Intellectualism reduces skills to propositions, namely sets of instructions on how to do it, methodology. But intuitively, skill fuses structure and action, it is implausible that one can spin action out of structure alone. In Shaw's Man and Superman one of the characters says "those who can, do; those who can not, teach". What those who "do" have is something beyond methodology, a coach may be able to teach an athlete how to perform a stunt without having the skill to perform it himself. One defense is recourse to tacit knowledge-that, the coach knows but he is unable to explain. But there are other problems. Lewis Carroll described a tortoise which was given p, p → q, and the description of how modus ponens works, but still failed to grasp the inference of q from p. Skill is not reducible to instructions, in fact applying instructions properly is in itself a skill. Ryle developed a regress argument against intellectualism based on iterating this, similar to Wittgenstein's rule-following regress. See Löwenstein's Knowledge-how, Linguistic Intellectualism, and Ryle's Return for a critique of the more recent version of intellectualism defended by Stanley and Williamson.

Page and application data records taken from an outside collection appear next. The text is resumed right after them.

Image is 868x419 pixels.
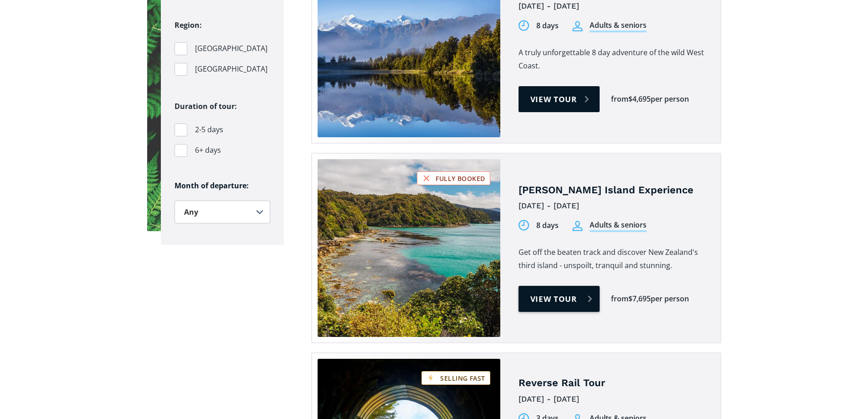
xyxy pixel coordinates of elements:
div: per person [650,94,689,105]
div: from [611,94,628,105]
div: Adults & seniors [589,220,647,232]
div: days [542,21,559,31]
h4: [PERSON_NAME] Island Experience [518,183,706,197]
div: 8 [536,220,540,230]
span: [GEOGRAPHIC_DATA] [195,43,267,55]
legend: Region: [174,18,202,32]
div: [DATE] - [DATE] [518,199,706,213]
a: View tour [518,86,600,112]
div: [DATE] - [DATE] [518,392,706,406]
p: A truly unforgettable 8 day adventure of the wild West Coast. [518,46,706,73]
h6: Month of departure: [174,181,270,191]
div: Adults & seniors [589,20,647,32]
legend: Duration of tour: [174,100,237,113]
div: per person [650,294,689,304]
h4: Reverse Rail Tour [518,376,706,389]
div: days [542,220,559,230]
p: Get off the beaten track and discover New Zealand's third island - unspoilt, tranquil and stunning. [518,246,706,272]
span: 6+ days [195,144,221,156]
div: $7,695 [628,294,650,304]
div: 8 [536,21,540,31]
span: 2-5 days [195,124,223,136]
span: [GEOGRAPHIC_DATA] [195,63,267,75]
a: View tour [518,286,600,312]
div: $4,695 [628,94,650,105]
div: from [611,294,628,304]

An impressive slew of 20th century philosophers, in addition to Ryle and Wittgenstein - Heidegger, Merleau-Ponty, Sellars, Quine, Davidson, Brandom (Kant and Hegel can be named as precursors) - concluded, coming from very different backgrounds, that it is pragmatics that underlies semantics, i.e. knowledge-how is more fundamental than knowledge-that. Perhaps the most ambitious and developed is Brandom's reduction of knowledge-that to knowledge-how:

"While the meanings studied by semantics may not consist in the roles played by expressions in linguistic practice (meaning need not be identified with use), according to this view those roles must at least establish the connection between contents, meanings or semantic interpretants, on the one hand, and linguistic expressions on the other. The semantic pragmatist’s basic insight is that there is nothing apart from the use of expressions that could establish such connections".

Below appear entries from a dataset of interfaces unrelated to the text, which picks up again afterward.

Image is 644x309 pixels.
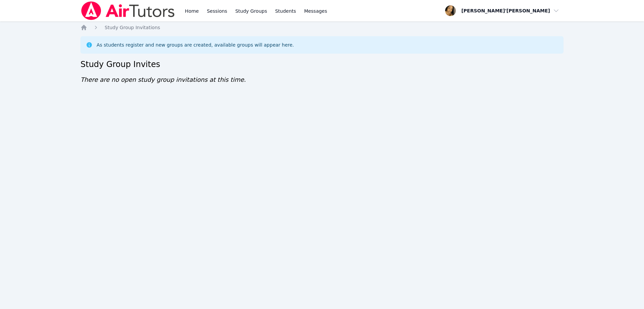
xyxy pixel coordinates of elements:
[104,24,160,31] a: Study Group Invitations
[81,59,563,70] h2: Study Group Invites
[104,25,160,30] span: Study Group Invitations
[304,8,327,14] span: Messages
[97,41,294,48] div: As students register and new groups are created, available groups will appear here.
[81,1,175,20] img: Air Tutors
[81,76,246,83] span: There are no open study group invitations at this time.
[81,24,563,31] nav: Breadcrumb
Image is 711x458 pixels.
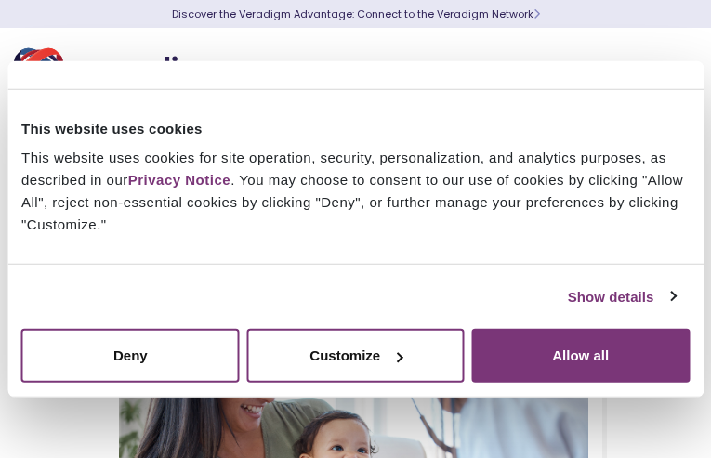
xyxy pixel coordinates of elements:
[568,285,676,308] a: Show details
[21,117,690,139] div: This website uses cookies
[471,329,690,383] button: Allow all
[655,48,683,97] button: Toggle Navigation Menu
[533,7,540,21] span: Learn More
[21,147,690,236] div: This website uses cookies for site operation, security, personalization, and analytics purposes, ...
[246,329,465,383] button: Customize
[21,329,240,383] button: Deny
[128,172,230,188] a: Privacy Notice
[172,7,540,21] a: Discover the Veradigm Advantage: Connect to the Veradigm NetworkLearn More
[14,42,237,103] img: Veradigm logo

Brandom's project in Making It Explicit is to present linguistic practice in non-semantic terms, and then reduce semantic categories to them, Szubka's On the Very Idea of Brandom’s Pragmatism is a very short summary of the project's motivation and challenges. Brandom takes advantage of Ryle's and Wittgenstein's insight that skill is not just an ability to act, it is an ability to perform a task, "up to standards", "according to rules". This does not imply some spelled out or even spellable standards, that would be like reducing skill to instructions, but communal judgement of a perfomance as adequate or not. "Knowing a rule is knowledge-how... performances come up to certain standards, or satisfy criteria", says Ryle, "there has to be a way to grasp a rule which is not an interpretation", says Wittgenstein. Language is a rule-governed, normative, activity. So semantics is to be reconstructed not from purely behaviorist or functionalist descriptions of practice, pragmatics must be normative. Specifically, he singles out one special type of linguistic practice as responsible for generation of semantics, where performances are assertions governed by (informal) rules of inference:

"The game of giving and asking for reasons is not just one game among others one can play with language. It is the game in virtue of the playing of which what one has qualifies as language (or thought) at all. I am here disagreeing with Wittgenstein, when he claims that language has no downtown... This is a kind of linguistic rationalism. Rationalism in this sense does not entail intellectualism, the doctrine that every implicit mastery of a propriety of practice is ultimately to be explained by appeal to a prior explicit grasp of a principle. It is entirely compatible with the sort of pragmatism that sees things the other way around".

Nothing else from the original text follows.